Did you hear MGM has optioned Rising Stars? I’d never gotten around to reading it, so I snagged the 2nd to last copy Amazon had of the Rising Stars Compendium, and it showed up yesterday.
I think I’d been put off by the price, but this crazy thing is over 1.5" thick and it weighs a ton. I’ve never seen a comic book (graphic novel, if you must) like this.
I’m only one section into it, but JMS has me hooked again. Just wish I’d read it years ago.
Order a lot of product (~40 items since 2015), but mostly items I can’t find locally or are priced at a substantial (>30%) additional discount. I think the worst problem I’ve had are USB cables which work for data but not for charging
@compunaut Buy all cables from Monoprice, nowhere else.
@SSteve Amazon sends cables in 2 days or less to NJ, for free. To make up for the shipping price of Monoprice, I need to make a large-ish order, and plan well in advance.
See also: Why I’ve paid $15 for a $2 cable at Radio Shack
I ordered a blue snowball microphone and it… didn’t have threads in the hole on the bottom. Just totally smooth. Manufacturing defect. Got it exchanged easily though.
Preordered a game for guaranteed release date delivery and sent it to my bro’s address. I got the game on release day, he did not. Boy was he pissed!
I complained and got a full refund! That’ll learn ya, 'zon!
I’ve had a couple of problems with Chinese sellers who just don’t get it. One guy sent me a tea pot for review that was cracked and had no lid, in a smashed box. Obviously a return that got sent out again. Then he sent me a tea that was simply NOT the tea advertised.
i ordered some in ear headphones. not all the ear plugs promisef were sent over. i only got 3 pairs instead of 8. i called them but they could not do anything except to refund because they were selling them not by amazon but now over a third party. now i have perfectly well working earphones for free.
I did order a shirt on shirt.woot (now Amazon) in size men’s XL (I like roomy) and they shipped a size men’s M. To their credit, the clearly smaller shirt did have an XL tag.
I complained and it remains unresolved. Here it is in front of an actual XL shirt:
@PocketBrain I should threaten to put on the smaller shirt and visit their offices. Replacing it with what I ordered would be far less expensive than having to train new employees and pay for the therapy that the old employees will require.
@PocketBrain Could it possibly be a women’s xl? They are about the same as a men’s M.
@msklzannie It’s not a women’s cut. And the XL is in block letters, not like the curvy women’s size letters on their letters. Apparently it was a blank out of place and given the wrong tag.

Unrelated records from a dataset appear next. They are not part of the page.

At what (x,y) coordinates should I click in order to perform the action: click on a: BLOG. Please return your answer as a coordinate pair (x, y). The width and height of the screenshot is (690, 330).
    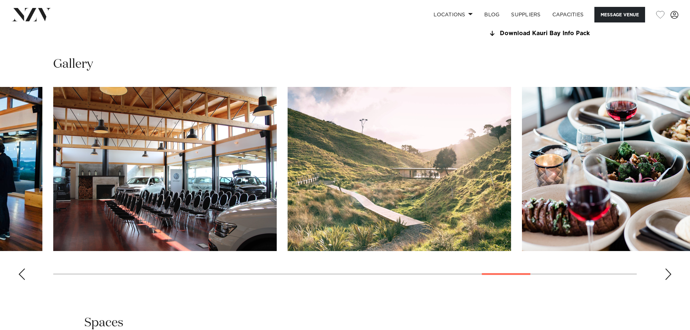
    Looking at the image, I should click on (492, 14).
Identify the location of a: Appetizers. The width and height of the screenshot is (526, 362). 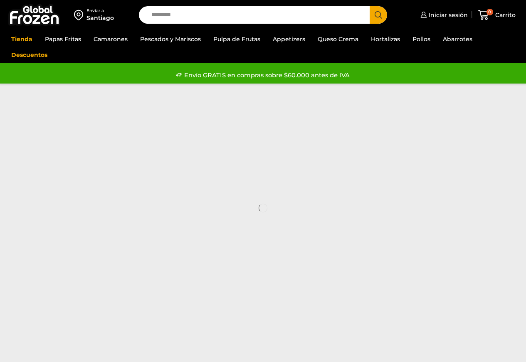
(289, 39).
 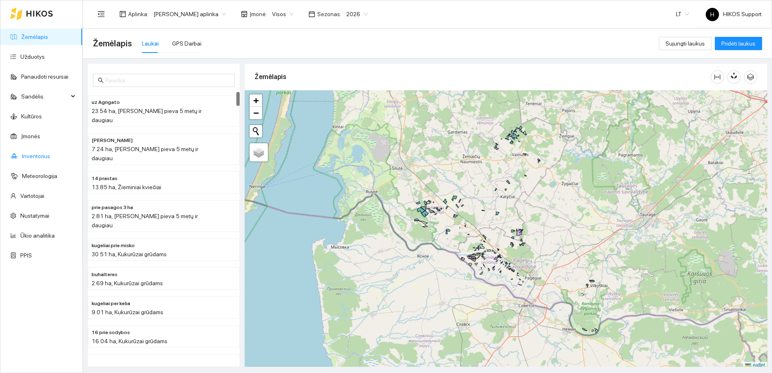 What do you see at coordinates (738, 44) in the screenshot?
I see `button: Pridėti laukus` at bounding box center [738, 44].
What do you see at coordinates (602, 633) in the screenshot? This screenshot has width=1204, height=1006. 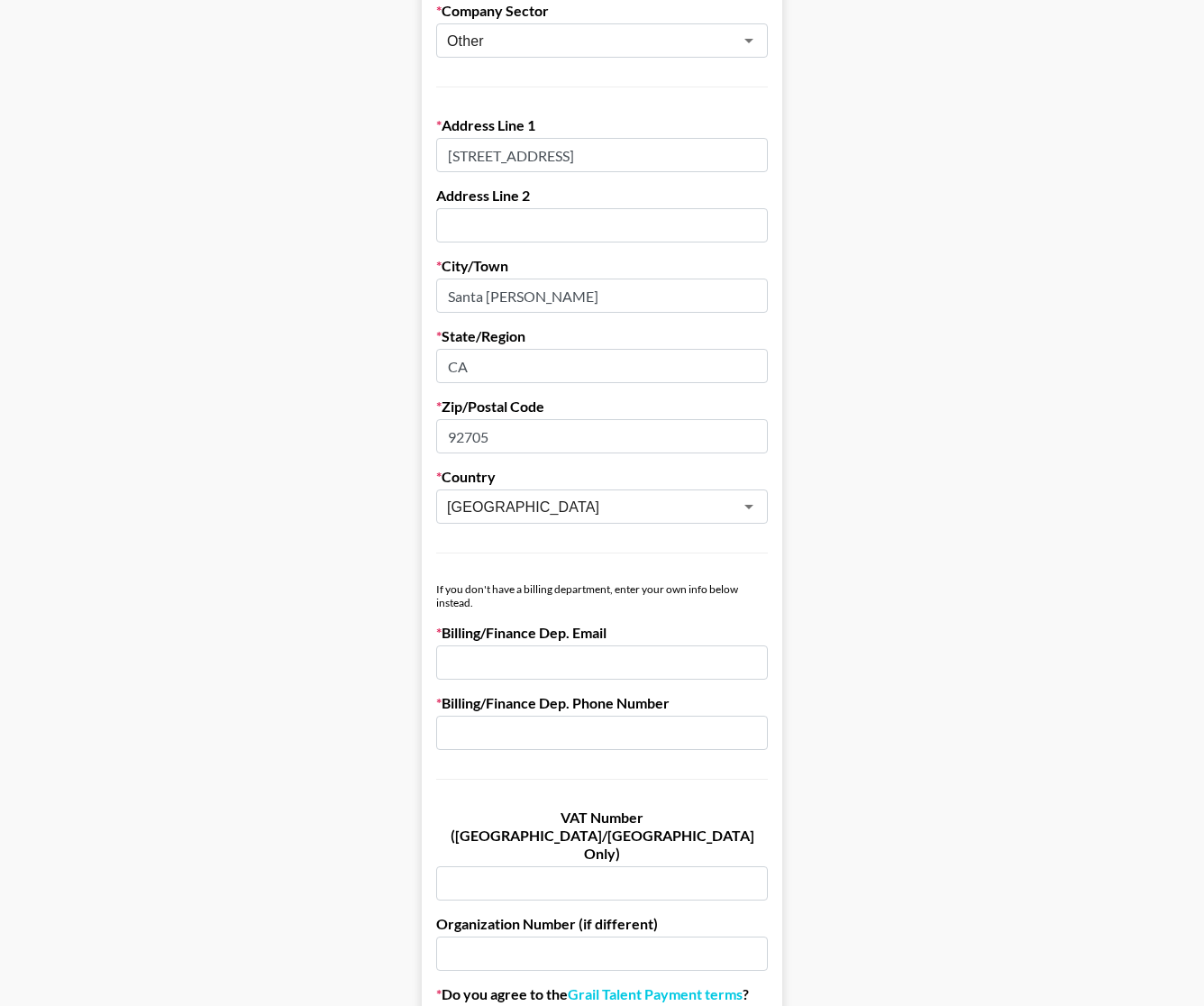 I see `label: Billing/Finance Dep. Email` at bounding box center [602, 633].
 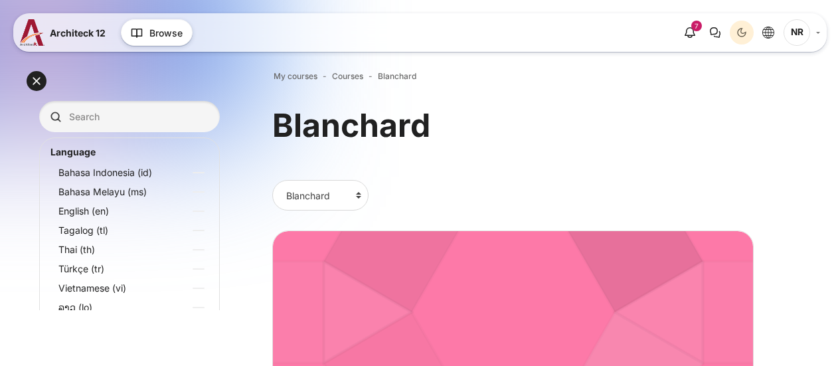 I want to click on button: Languages, so click(x=768, y=33).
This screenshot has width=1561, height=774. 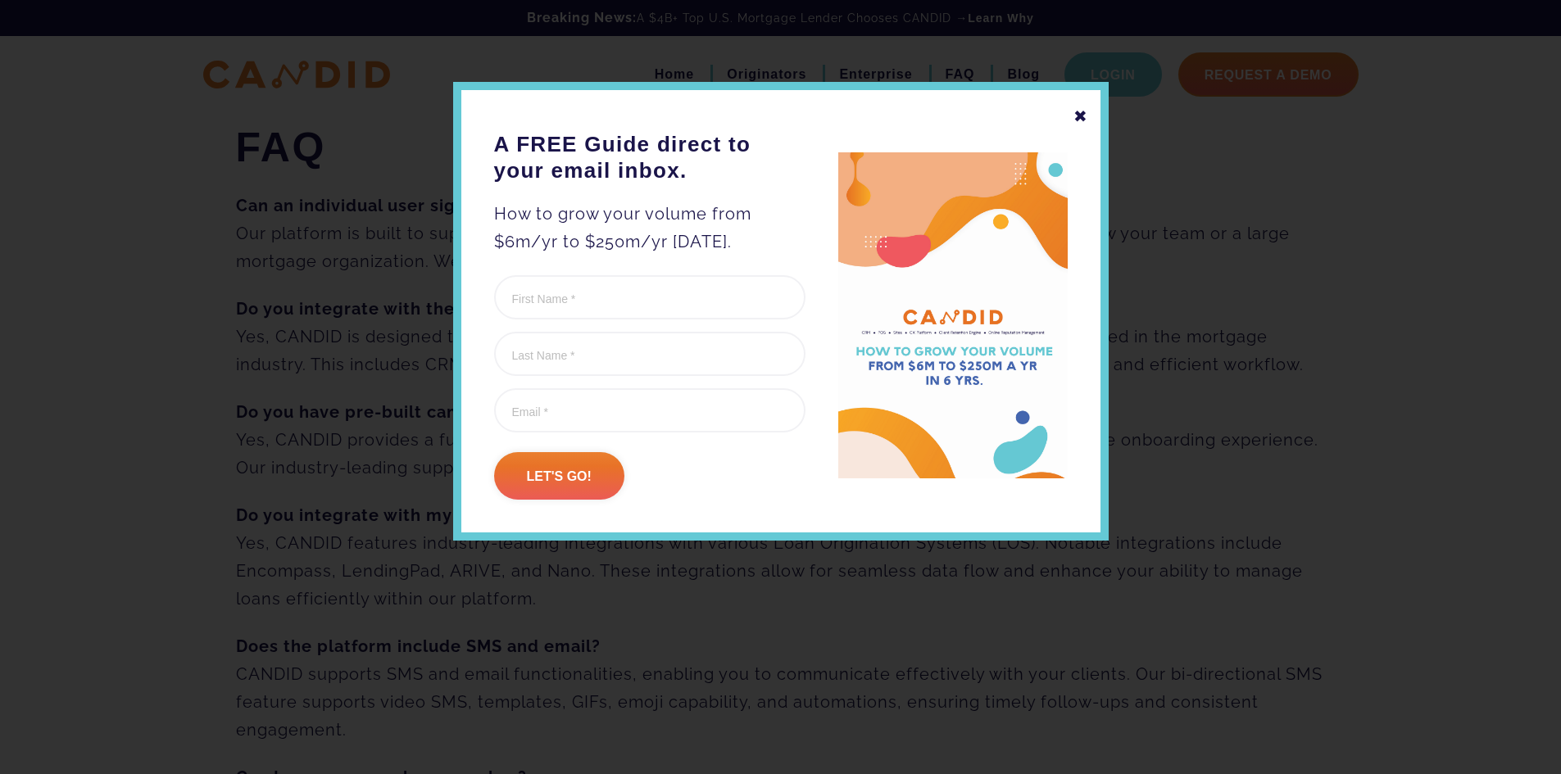 I want to click on img: A FREE Guide direct to your email inbox., so click(x=953, y=315).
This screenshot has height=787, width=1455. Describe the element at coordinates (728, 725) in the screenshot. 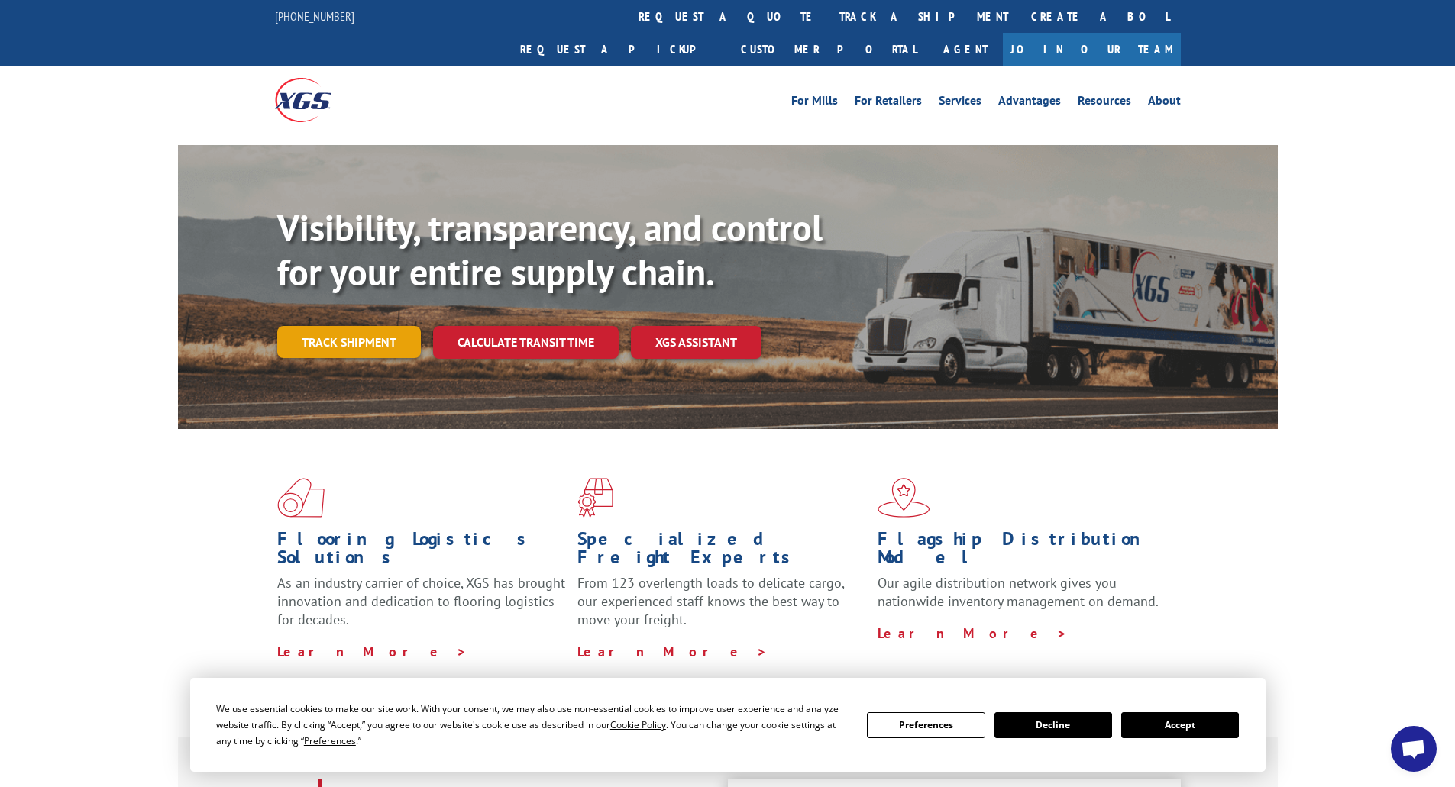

My worst experience with Amazon …
http://www.threethriftyguys.com/2014/02/kindle-fire-on-the-amazon-how-i-scored-an-upgrade-for-almost-free/
@booboo9000 Cracking good yarn, sir, I do say!
My only serious Amazon screw-up in hundreds and hundreds of orders since my first order of six Star Trek books on Dec 30, 1997 was entirely my fault. I ordered a Tormek sharpener with an accessory kit. I took it out of the shipping box but it was a couple weeks before I could open the product boxes and try it out. When I finally did, I couldn’t find the accessory box. I contacted Amazon and said I couldn’t find the accessory box. They told me to send back the sharpener and they’d resend the original order. While the replacement was on the way, I found the accessory kit hiding on top of something on a shelf. I told them I found it and they told me to refuse shipment on the replacement. I did and when they received it they gave me a refund, less restocking, on the original order. I rationalized keeping the refund by convincing myself that trying to fix it would have too much potential for badness.
tl;dr I got an awesome price on a Tormek sharpener.